Ico’s soundtrack, just like the game itself, shrouds you in mystery, throws you through melancholy and back again. The soundtrack holds 16 tracks, which only comes to just under half an hour of music, but for what it lacks in quantity it makes up for in quality.
Full of ambience, Ico’s composer, Michiru Oshima, has used three chords as a main base and constructed them in numerous ways to provide a sense of loneliness, loss, confusion and emptiness. This is done through ancient sounding guitars, ambient noises and little twinkle flurries in the background. Sometimes these chords are only barely noticeable, but the more you listen, the more appreciate the sheer intricacy of sound.
“Prologue” begins the album with an ambient breeze tune, which sets up an epic, tense atmosphere for the journey ahead. “Coffin” deepens this and adds grating sounds of confusion and isolation with music you’d more likely associate with Silent Hill! The combination of the two and the grandeur of the percussion and choir synths make it a track that will blossom with you the more you listen. “Impression” is where the soundtrack begins to take form though, introducing the three chords used for the female lead in the game, Yorda. This song comes across as a mirage, just like the flowing sounds have floated out from the mist.
“Castle In The Mist” is the first full-length song of the album, and makes up one of the two “real” songs of the album. It once again uses the three chords to fantastic effect with a couple of acoustic guitars and a bass one. The result is a fascinating blend of hypnotic chords, enhanced with layers with emotive guitar playing that captivated the listener with awe. The album is worth buying for just this song alone.
“Beginning” is an empty piano track that reflects the start of a friendship. The piano lingers after every line to give emphasis on the slow-but-steady Yorda’s need for help, almost as if it’s taking the song one step at a time. It’s a lovely song, if a little too short.
“Who Are You” reverts back to the three chords again, but with blunted synths to bring out surprise and unease, while “Darkness” is the first song to so far in the soundtrack to actually have a drum beat! The song comprises of ambient noises, which reflect darkness, pain and fear. This song is best listened to in the dark at night. In complete contrast, “Heal” is a happy little ditty, that is both melodic and angelic in the way it is played and the way it swings around the speakers. Sadly this too is a short piece and it always has you on the repeat button, it’s that soothing.
“The Gate” is back to normal again, with ambient sweeps of bottle whispers and hearts beating in the background, while “Queen” is a lengthier, dramatic song involving the same instruments.
“Continue” is the final melodic song in the game apart from the ending song, and it doesn’t disappoint. If you’ve ever heard raindrops falling down and thought you could make a song out of it, this is it. The drops spin round and round with lonely echoes, which continues the themes of loneliness and emptiness that’s held throughout the game. This song is truly hypnotic.
“Déjà vu” returns to the ambient slices and noises of before, before “Shadow” gives you a truly haunting song with muted flutes and xylophones with a female voice in the background, nearly screaming a tune out. That placed on dark humming noises makes for a terrifically dark piece. “Entity” continues the theme but with much more urgency with what sounds like a very convincing orchestra pounding out the strings to an operatic background vocal. The collection but together builds you up for the climax, which is the very empty “Collapse” which brings back the three chord pattern again to echo sounds through the mist and then out again into the open world.
Of course, the Vocal song “Ico – You Were There” rounds off the album nicely. The songs sung in a very high key, with a lovely melodic keyboard overriding ambient noises in the background. The song uses minimal instruments to emphasis just how strong melodies can be (i.e. the bond between Ico and Yorda) and gives us a climactic heartbreaking song, which leaves us shrouded in mystery once more in the ambient waves.
To get the maximum feeling of this journey through the mist, you need to listen to it uninterrupted and maybe even in the dark, but rarely does ambient music capture such raw emotions and leave you in a hypnotic state all at once. Mesmerising.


◆ **TASK DETAILS**: Give every line from the entries that contains "pixels".

◆ **TASK INPUT**:

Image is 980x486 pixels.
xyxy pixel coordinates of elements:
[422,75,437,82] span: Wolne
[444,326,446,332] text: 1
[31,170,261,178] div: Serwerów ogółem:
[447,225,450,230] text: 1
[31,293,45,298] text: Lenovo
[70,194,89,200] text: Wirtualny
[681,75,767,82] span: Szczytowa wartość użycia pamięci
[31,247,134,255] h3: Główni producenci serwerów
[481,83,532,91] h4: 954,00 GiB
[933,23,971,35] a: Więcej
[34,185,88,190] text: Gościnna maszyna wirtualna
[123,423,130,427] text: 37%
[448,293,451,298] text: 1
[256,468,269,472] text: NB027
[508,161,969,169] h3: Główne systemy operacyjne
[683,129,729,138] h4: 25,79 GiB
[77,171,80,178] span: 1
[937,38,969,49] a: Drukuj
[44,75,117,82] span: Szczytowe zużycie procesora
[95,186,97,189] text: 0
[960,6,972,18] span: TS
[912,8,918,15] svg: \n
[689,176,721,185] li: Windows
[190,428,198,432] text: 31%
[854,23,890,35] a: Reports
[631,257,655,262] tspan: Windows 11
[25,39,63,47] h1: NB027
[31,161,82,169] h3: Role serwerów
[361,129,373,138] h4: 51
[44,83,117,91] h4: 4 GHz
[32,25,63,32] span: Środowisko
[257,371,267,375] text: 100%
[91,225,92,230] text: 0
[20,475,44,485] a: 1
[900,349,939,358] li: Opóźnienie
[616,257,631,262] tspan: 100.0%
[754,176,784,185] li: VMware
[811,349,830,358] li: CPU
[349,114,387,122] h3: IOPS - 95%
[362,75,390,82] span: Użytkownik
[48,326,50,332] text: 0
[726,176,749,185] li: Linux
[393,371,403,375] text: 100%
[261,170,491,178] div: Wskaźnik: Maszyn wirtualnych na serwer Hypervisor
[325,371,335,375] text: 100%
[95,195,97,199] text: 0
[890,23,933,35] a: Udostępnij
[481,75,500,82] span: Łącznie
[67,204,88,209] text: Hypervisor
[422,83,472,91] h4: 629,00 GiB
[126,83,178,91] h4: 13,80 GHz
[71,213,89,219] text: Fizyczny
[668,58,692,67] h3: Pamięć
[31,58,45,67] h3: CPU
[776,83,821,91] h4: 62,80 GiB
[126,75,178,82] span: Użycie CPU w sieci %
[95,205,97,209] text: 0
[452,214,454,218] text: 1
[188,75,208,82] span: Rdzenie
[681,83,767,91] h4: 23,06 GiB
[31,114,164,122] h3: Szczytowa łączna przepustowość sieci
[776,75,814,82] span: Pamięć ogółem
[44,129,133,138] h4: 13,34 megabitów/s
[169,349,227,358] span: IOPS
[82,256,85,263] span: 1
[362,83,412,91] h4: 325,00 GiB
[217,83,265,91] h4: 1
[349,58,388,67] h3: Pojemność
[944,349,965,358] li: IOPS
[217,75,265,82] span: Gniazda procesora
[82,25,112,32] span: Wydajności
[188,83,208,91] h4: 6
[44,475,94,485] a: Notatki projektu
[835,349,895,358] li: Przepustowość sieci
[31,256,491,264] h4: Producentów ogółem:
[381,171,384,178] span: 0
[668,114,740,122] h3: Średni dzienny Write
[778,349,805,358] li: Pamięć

...

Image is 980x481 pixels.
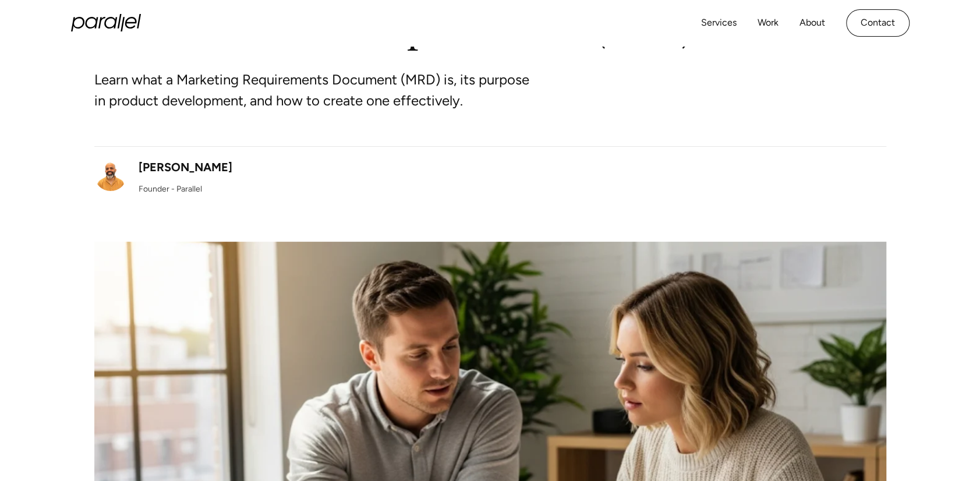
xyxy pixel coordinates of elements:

◆ **WRITTEN RESPONSE**:
Image is 980x486 pixels.
Image is 980x481 pixels.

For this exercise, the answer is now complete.